Cesium for unity with windows 7

Hi everyone,

I’m currently trying to run Cesium for Unity on a machine with Windows 7, but it seems unsupported officially. I’ve checked the documentation and found that Cesium requires Windows 10 or newer, likely due to Unity version and system dependencies.

Unfortunately, upgrading to Windows 10 is not an option for this particular system at the moment (due to legacy software constraints). So I’m wondering:

  • Has anyone managed to get Cesium for Unity working on Windows 7?
  • Are there any workarounds, compatibility layers, or older Cesium versions that might still work on Win7?
  • Alternatively, is it possible to run the Cesium plugin in headless/server mode or with minimal graphics requirements?

Any help, experience, or creative workaround would be greatly appreciated!

Thanks in advance.

Hi @jkldsajkdlsa, welcome to the community!

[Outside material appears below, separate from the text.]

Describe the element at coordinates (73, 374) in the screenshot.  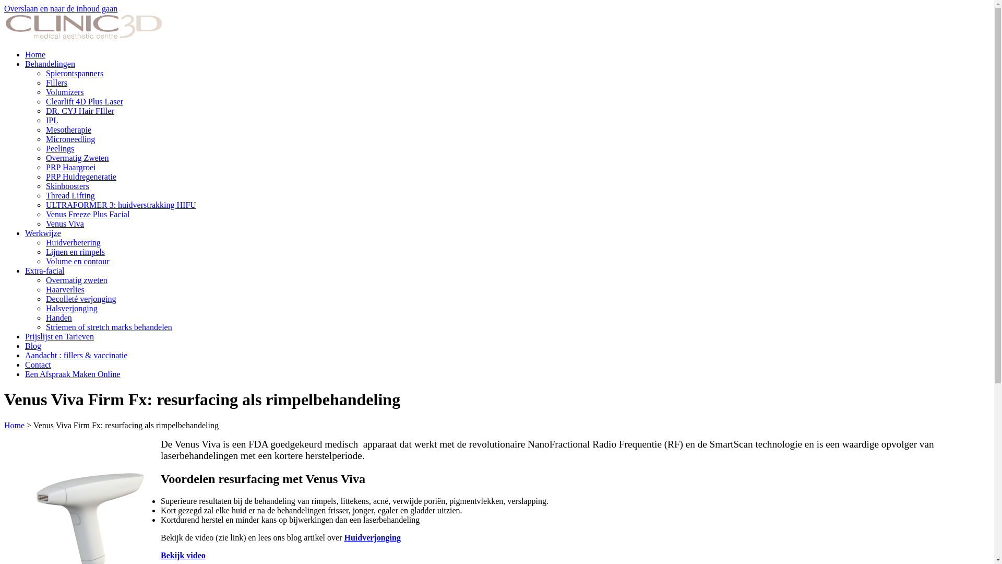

Please see my answer here to a similar question regarding Cesium for Unreal:

We’ve never supported Windows 7 in any version of Cesium for Unity or Cesium for Unreal, as this OS was out of support before the very first release of either.

If you don’t need any graphics capabilities, you may want to take a look at Cesium Native, which is the low-level library underlying both products:

Really appreciate the clarity — it’s always nice to get official confirmation that something is completely unsupported. Saves a lot of trial and error… and a good deal of silent, misguided optimism. :sweat_smile:

After digging into the crash, I found that Cesium Native uses WinRT APIs — which of course are nowhere to be found on Windows 7. So that explains the spontaneous combustion.

Since modernizing the environment isn’t on the table, I tracked down a Windows Server 2012 machine (which somehow counts as “new” in this context), got Cesium working there, and started playing with render streaming, trying to pipe frames over to the Win7 box like it’s 1999 and VNC just got cool again.

Now I’m deep in WebRTC config hell on Server 2012 — because naturally, the fun never ends — but progress is progress. If I can’t bring the system forward, maybe I can just stream the future back to it.

Thanks again — it’s genuinely helpful to know where the boundaries are, even if we only learn them by crashing headfirst into them.

Best,

I’m actually surprised to hear we’re using WinRT APIs @jkldsajkdlsa, unless Visual Studio just does that “by default” these days? Do you have any more details on that?

In any case, cesium-native is pure standard C++ code, with very little dependency on any specific system capabilities. So I would hope that it wouldn’t be hard to get it running on most any system for which a working C++20 compiler is available.

Of course, that could just be some of that misguided optimism you mentioned. We’ve never tried it.